Policy needs a mechanism
A policy should be judged by how directly it addresses the source of unemployment.
- Expansionary fiscal or monetary policy can reduce cyclical unemployment if spare capacity exists.
- Training, retraining, mobility support and better job information can reduce structural mismatches.
- Evaluate time lags, public spending costs, inflationary pressure and whether jobs are genuinely available.
Worked exam thinking
Worked example: a changing industry
Prompt: A region loses manufacturing jobs while growing firms need software and engineering skills. What type of unemployment is likely and what is a suitable policy?
How to turn knowledge into marks
Use this answer route
For a focused explanation or short evaluation question on this topic:
- 1Define the core idea precisely.
- 2Explain the chain of cause and effect.
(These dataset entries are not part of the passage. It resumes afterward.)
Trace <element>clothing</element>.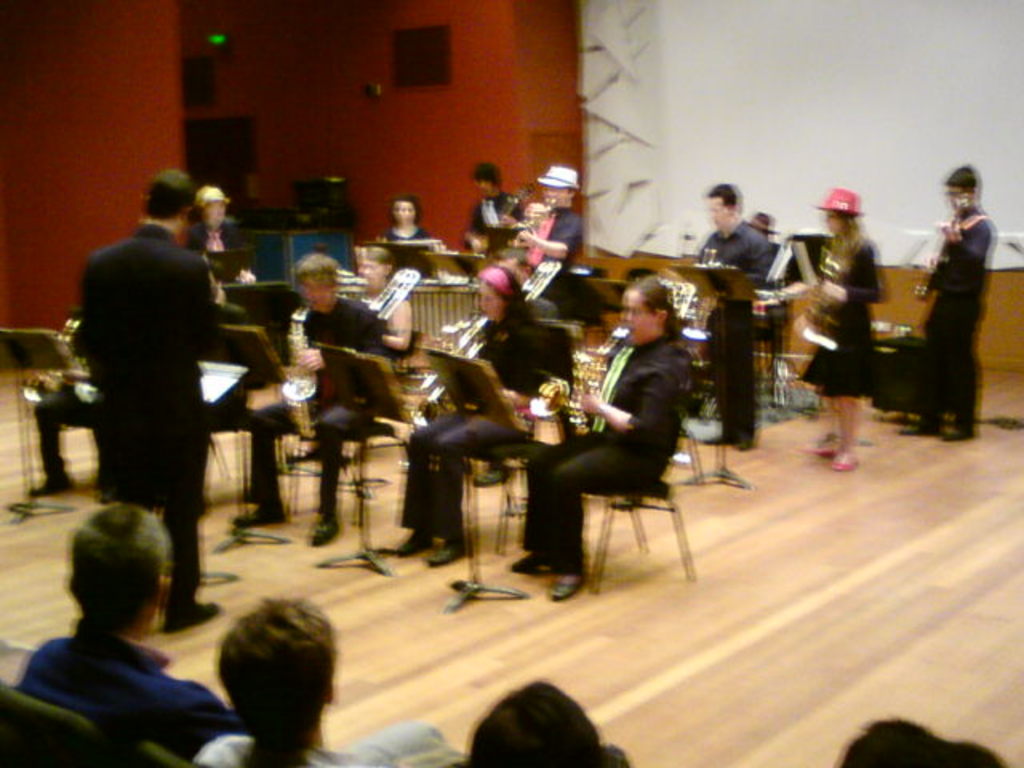
Traced to 197, 720, 456, 766.
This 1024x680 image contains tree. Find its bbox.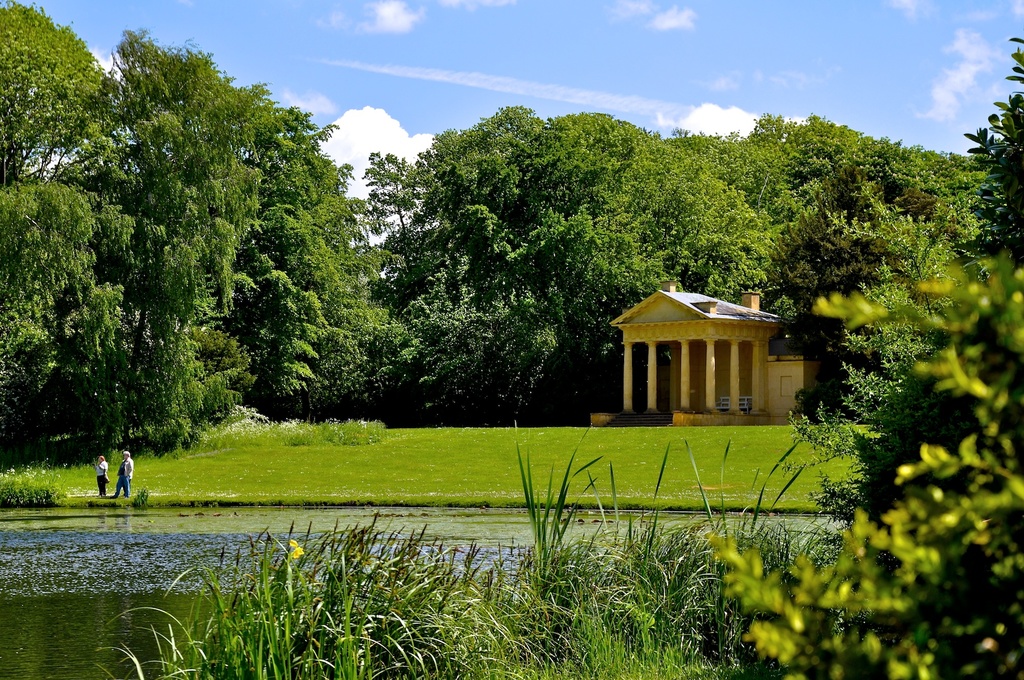
rect(0, 167, 129, 450).
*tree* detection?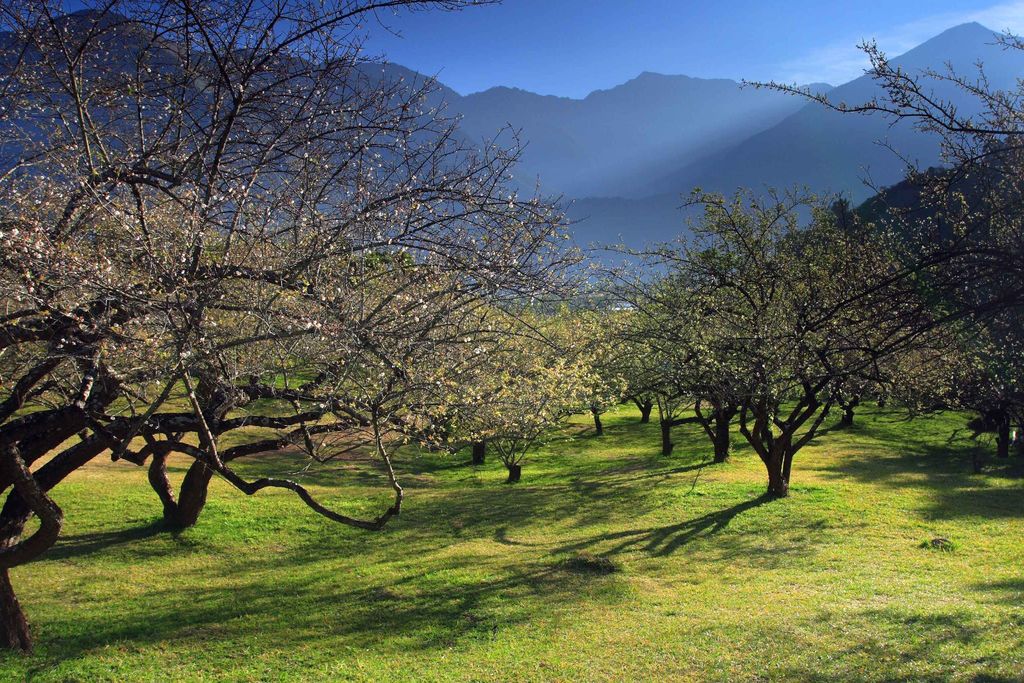
locate(0, 0, 584, 652)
- 3Apply it to the context in the question.
- 4Evaluate a limitation, trade-off or condition.
Quick questions
Check your understanding
What is cyclical unemployment?
Unemployment caused by a fall in aggregate demand during a downturn.
Why might unemployment rise even when GDP grows?
Growth may be concentrated in capital-intensive sectors, productivity may rise quickly, or workers may lack the skills required for new jobs.
Is low unemployment always good?
Very low unemployment can raise wage and inflation pressure, but the effect depends on productivity, participation and labour-market conditions.